Gustavo Petro first president of progressivism in Colombia

Gustavo Petro first president of progressivism in Colombia

Bogotá, August 5 (Prensa Latina) Gustavo Petro of the Historic Pact, a force representing progressive and left sectors in Colombia, will take over the presidency next Sunday of the country he is trying to transform towards total peace.

His acceptance, after winning the June 19 election by more than 11 million votes, is viewed in advance as an unprecedented event in this nation ruled by conservative forces for the last 200 years.

Born on April 19, 1960 in the municipality of Ciénaga de Oro, Petro has been a member since adolescence of the April 19 Movement (M-19), an urban guerrilla that took part in the internal armed conflict between 1974 and 1990. He demobilized as part of a peace process, a milestone in Colombia’s history.

This organization later became the Democratic Alliance M-19 (AD M-19), the second most important political force in the 1991 Constituent Assembly, and under its acronym, Petro was elected a member of the House of Representatives in the election of the same year.

The next president is an economist with a degree from Externado University of Colombia, specializing in public administration and environment and population development, a master’s degree in economics and a doctorate in New Trends in Business Administration.

He was a personero and councilor of Zipaquirá; Representatives of the Chamber of Congress for Cundinamarca, also for Bogotá; Mayor of this capital and later Senator.

He has received recognitions such as the Luis Carlos Galán Medal, awarded by the Congressional Ethics Committees for his fight against corruption; Defender of the Year award for his work on animal welfare, World Climate Leadership Award and others.

He was also received as honorary professor at the Universidad Nacional Lanús for his defense of human rights and peace; and in 2014 he was named the sixth best mayor in the world.
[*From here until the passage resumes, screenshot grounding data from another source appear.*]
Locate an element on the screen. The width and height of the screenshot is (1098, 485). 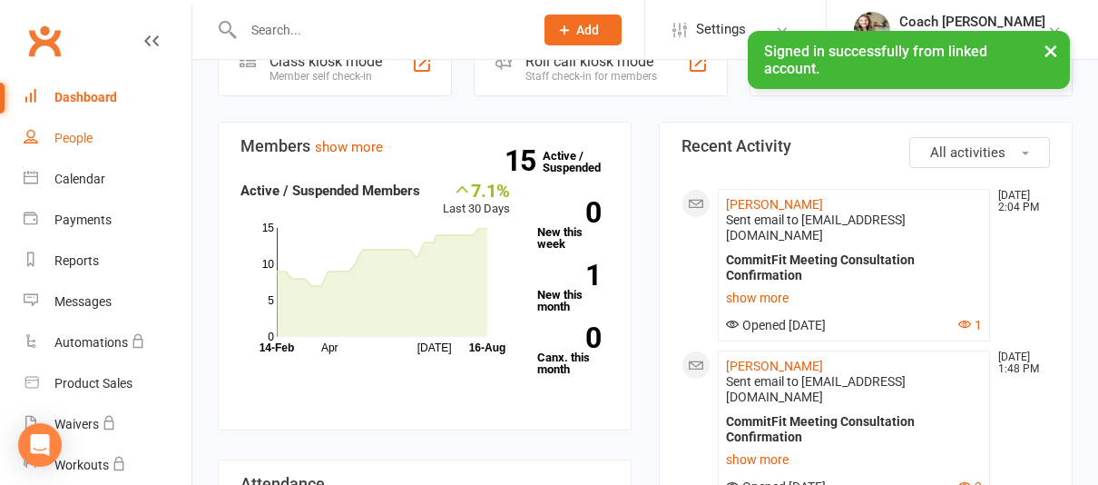
div: 7.1% is located at coordinates (477, 190).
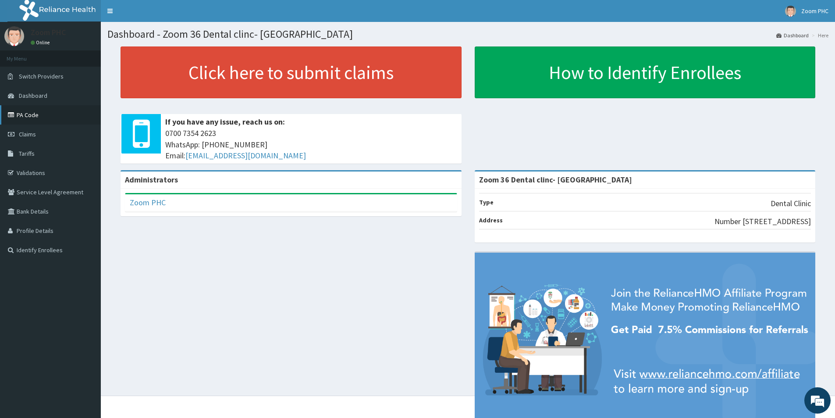 The image size is (835, 418). Describe the element at coordinates (819, 35) in the screenshot. I see `li: Here` at that location.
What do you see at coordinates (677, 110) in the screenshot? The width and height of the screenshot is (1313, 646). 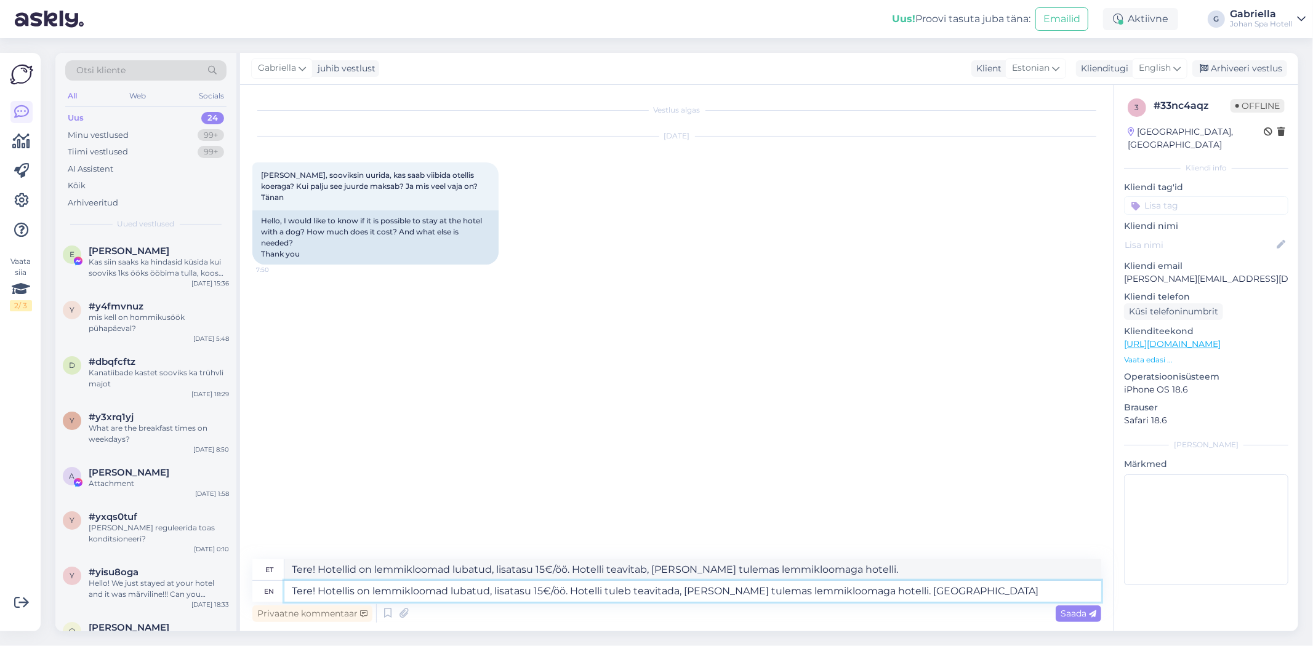 I see `div: Vestlus algas` at bounding box center [677, 110].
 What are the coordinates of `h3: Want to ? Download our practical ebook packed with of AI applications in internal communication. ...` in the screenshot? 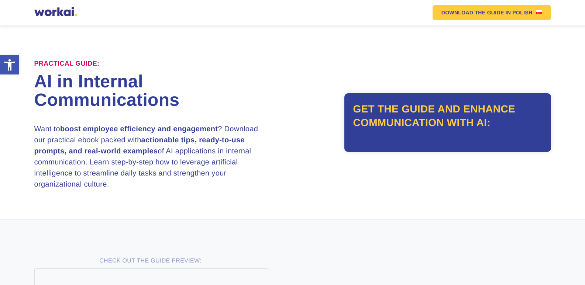 It's located at (151, 157).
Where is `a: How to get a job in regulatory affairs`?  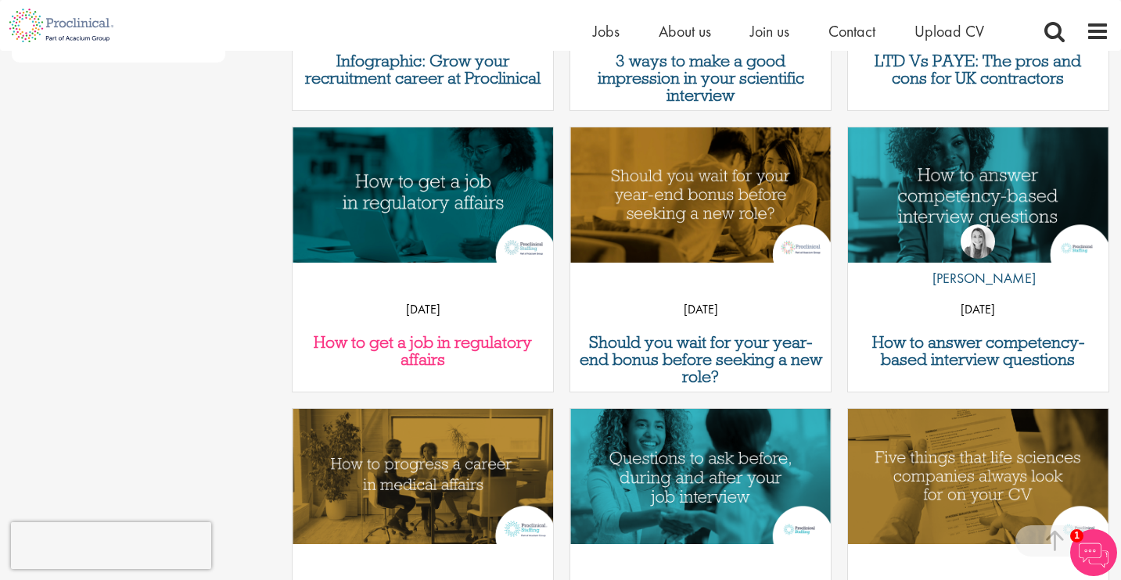 a: How to get a job in regulatory affairs is located at coordinates (422, 351).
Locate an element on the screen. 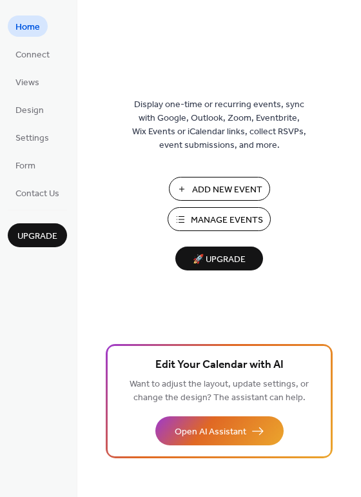  span: Contact Us is located at coordinates (37, 193).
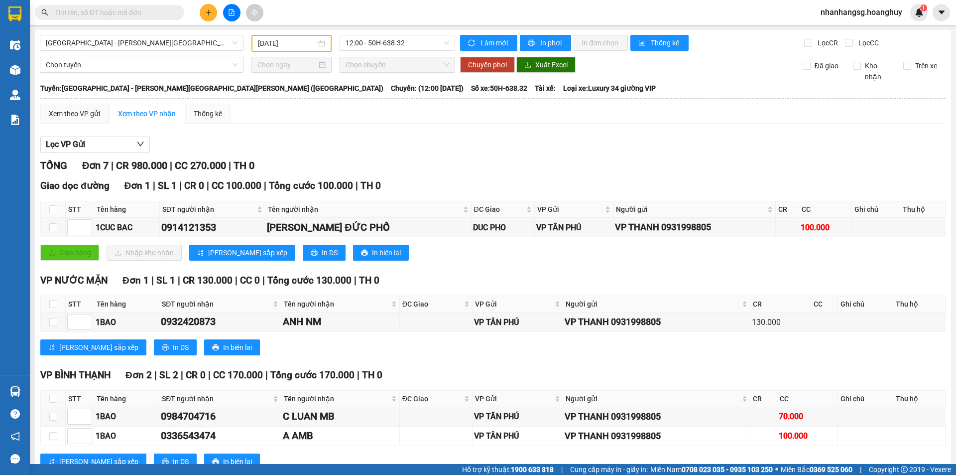 Image resolution: width=956 pixels, height=475 pixels. What do you see at coordinates (309, 280) in the screenshot?
I see `span: Tổng cước 130.000` at bounding box center [309, 280].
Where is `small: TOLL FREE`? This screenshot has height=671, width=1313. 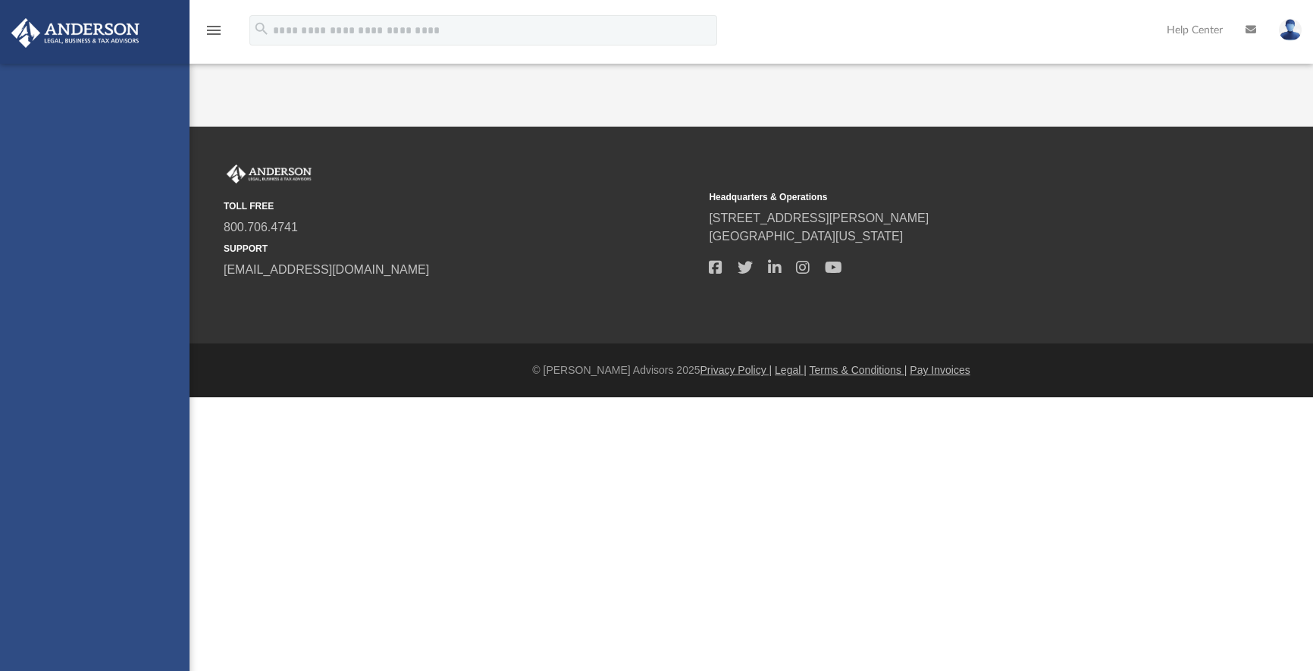
small: TOLL FREE is located at coordinates (461, 206).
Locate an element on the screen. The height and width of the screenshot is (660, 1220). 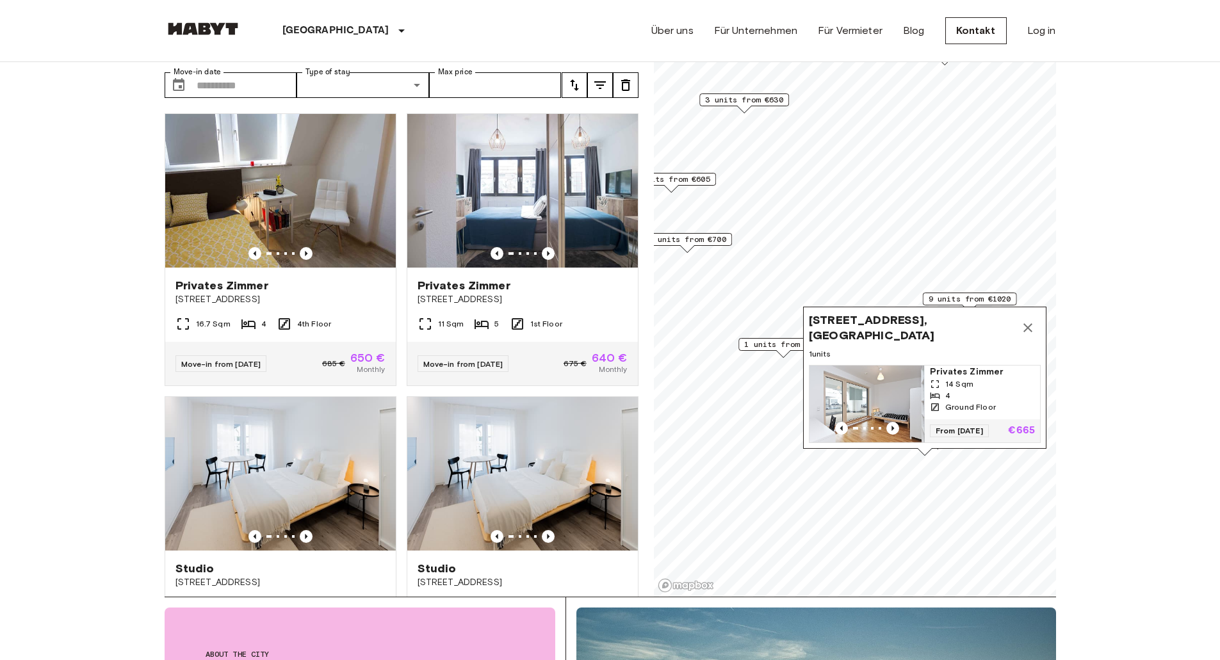
span: Ground Floor is located at coordinates (970, 407).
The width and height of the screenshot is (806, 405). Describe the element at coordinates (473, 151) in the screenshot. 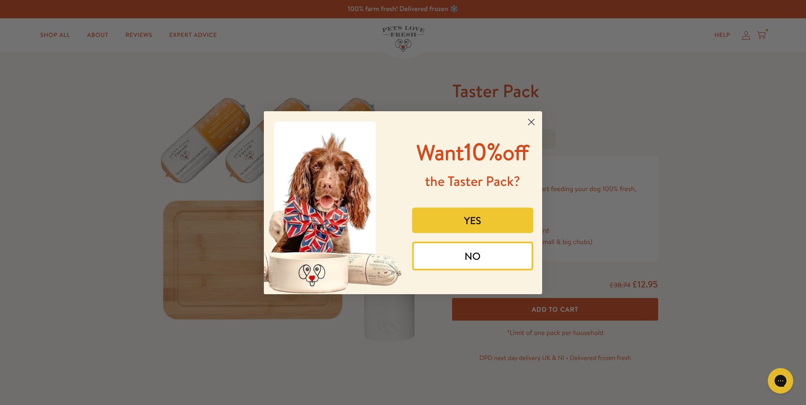

I see `span: 10%` at that location.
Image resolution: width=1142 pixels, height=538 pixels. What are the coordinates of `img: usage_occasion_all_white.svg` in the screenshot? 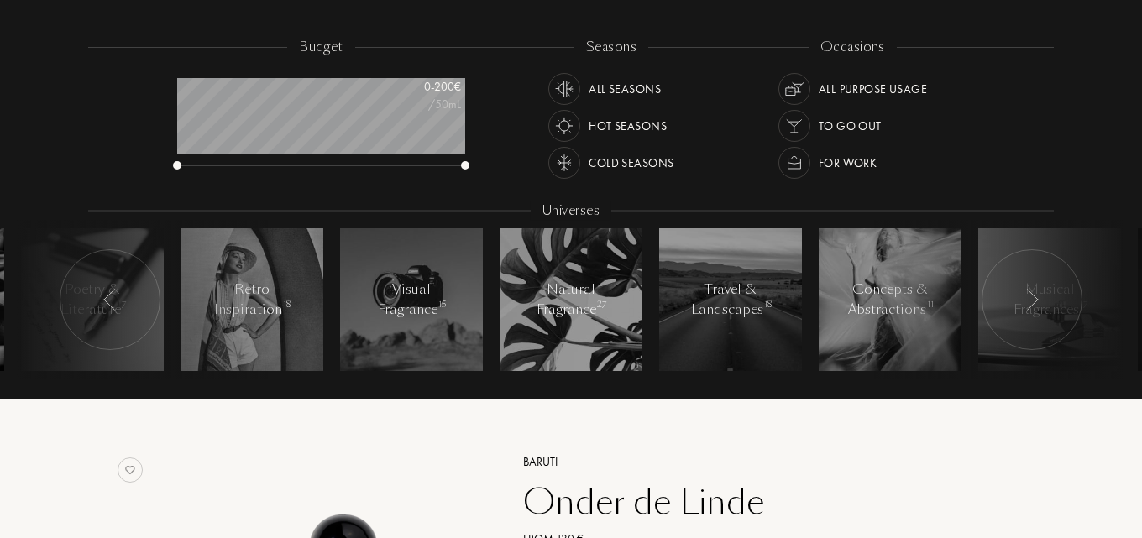 It's located at (795, 89).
In 1994 he was appointed diplomatic attaché for human rights at the Colombian Embassy in Belgium, a position he held until 1996.

In 1998, Petro re-entered the House of Commons with the support of the Vía Alterna movement, which he had co-founded with other former members of the AD M-19 party.

During this time he was voted top congressman by both his peers and the national press for his denunciations of corruption and his debates on political control, including paramilitarism in Antioquia.

He served as a senator from 2006 to 2010, during which time he exposed the so-called parapolitical scandal, which revealed links between politicians and paramilitary groups.

As Mayor of Bogotá from 2012 to 2015 he created the Secretariat for Women and the LGBTI Citizenship Center was inaugurated, centers for birth control and abortion treatment were established in the cases permitted by law proposed as government policy to preserve the Bogotá wetlands and plan water conservation in the face of global warming.

During his tenure, the process of suppressing animal-drawn vehicles used by recyclers, some of whom received motor vehicles and subsidies, began, and bullfights were suspended.

In 2018, he was the presidential candidate for the Significant Movement of Citizens-Colombia Humana, garnering a historic vote of more than eight million votes. Due to the opposition statute, he became a senator by achieving the second-highest vote in the presidential election.

In the general elections of March 13, which also included bipartisan consultations, he was elected the Historic Pact’s presidential candidate with almost five million votes, and subsequently named environmental activist Francia Márquez as his running mate. Formula.

Since winning the second round, he has appointed prominent Colombian political figures from a wide range of backgrounds (liberals, communists, conservatives, indigenous leaders, Afro-descendants) to his cabinet of ministers.

The first of them was Álvaro Leyva, who will head the Ministry of Foreign Affairs, whose task, said the future Foreign Minister, will be “to defend peace as a fundamental right, because without it all other rights perish”.

«It will be an office of peace. Colombia will bring all of its efforts to the world to overcome the climate crisis and we expect all of the world’s efforts to overcome our endemic violence,” Petro said in announcing the appointment.

Petro assured – after his election victory – that change, hope, love and the enormous effort to win the elections are not right in this country without peace.

Referring to the regional environment, he suggested that Latin America should “integrate more resolutely” because it needs to engage in the great dialogue that will enable the salvation of humanity, Petro stressed, referring to the new forms of energy production and transformation pointed out.

He also said it is time to sit down with the United States government and talk about what it means that they are emitting greenhouse gases like few other countries and Latin America is absorbing them from its Amazon jungle.

Starting next Sunday, Petro faces the challenge of furthering his government program, which, while not radical, at least puts people first, to transform a country he showed in last year’s social outburst who isn’t doomed to live another hundred years of solitude.